Credit Becky Klose / Farmers Alley Theatre
/
Farmers Alley Theatre
Tia Pinson, Molly Spiroff, and Zoe Vander Haar in a scene from "The Cake"

The fickle winds of political correctness that buffet the national scene also create stress for the play’s four characters. But director D. Terry Williams’ production rises above politics because it highlights each character’s resilience, the joy of their everyday lives, and the humor of human-scale, practical solutions to problems in the storefront, homefront, kitchen, and bedroom.

Della, played by Zoe Vonder Haar, begins her journey extolling the value of the butter, sugar, and eggs she uses in her cakes. Her plan for creating award-winning confections is appealing: stick with real ingredients and carefully follow each direction in the recipe. If only Della’s life could follow the simple rules she applies in baking. We quickly learn why it can’t.

As Macy, a young African-American woman from Brooklyn played by Tia Pinson, begins to challenge some of Della’s traditional notions about diet, gluten, and the ethics of sugar, we begin to see Della’s world unraveling. Vonder Haar’s strong suit throughout this delightful comedy is the actresses’ ability to portray Della’s journey sympathetically through the little things she does trying to cope with the encroachment of a changing world that she doesn’t understand. For instance, Vonder Haar sweetens Della’s voice to hide her dismay as she learns that her best friend’s daughter Jen, played by Molly Spiroff, will soon marry her female partner, Macy. She fusses and fidgets with Della’s calendar as she struggles to show Jen that she can’t quite find on opening for the wedding cake that she's reluctant to bake.

To lure her husband back to bygone marital bliss, she carefully self-applies butter frosting with the attention usually reserved for creations in her bakery. When her spouse balks at partaking of the tempting feast she offers, Vonder Haar reveals a woman crushed, pounding the empty place inside her chest and longing for a joy that she fears may never return.
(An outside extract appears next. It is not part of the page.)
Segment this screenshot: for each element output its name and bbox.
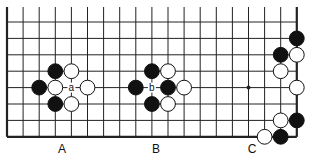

In Della’s solo conversations with the disembodied voice of George, the TV bakeoff host, Vonder Haar shifts emotional gears again as she gazes raptly into a light from above, hanging on every word as if it were divine revelation. She is so taken with George’s British accent that she suggests it to her husband Tim, played by Steve Isom, as a prelude to their lovemaking. But Isom’s long-suffering plumber has his own ideas for enhancing the couple’s activities in the boudoir. This actor gets the credit for generating what might be one of the longest sustained laughs of this theatre season.

A key question that Brunstetter’s play addresses is this: Where do people find joy? Engaged couple Jen and Macy successfully reinforce this theme and answer the question in several ways.

Molly Spiroff’s Jen shows us a young Southern woman who feels shame when breaking with her religious upbringing. But she can't submit to the rigid scriptural strictures that would inhibit enjoyment of sex with her partner Macy. Spiroff wears her emotions on the long white sleeves of her bridal gown as she displays all of the momentary frustrations of a bride who wants everything “to be perfect” in a “traditional” wedding that is bound to break with local tradition.

Pinson, as Macy, brings to her character the ferocity of one who's had to blaze her own unique trail to find joy. Pinson is a performer capable of quickly climbing up on step to lecture on ethics one moment and gracefully bend to indulge others the next, as she does when she accommodates her partner’s “Disney movie” nuptial fantasy.

Dan Guyette’s delicious, brightly lighted, pink and purple layer cake of a set provides the production’s piece de resistance, as well as a playground for Della’s culinary talents. It also functions as a proving ground for testing the beliefs and predilections of the sometimes flawed but fully-dimensional and endearing characters who cue up for their own sweet slice of “The Cake”’ at Farmer’s Alley Theatre.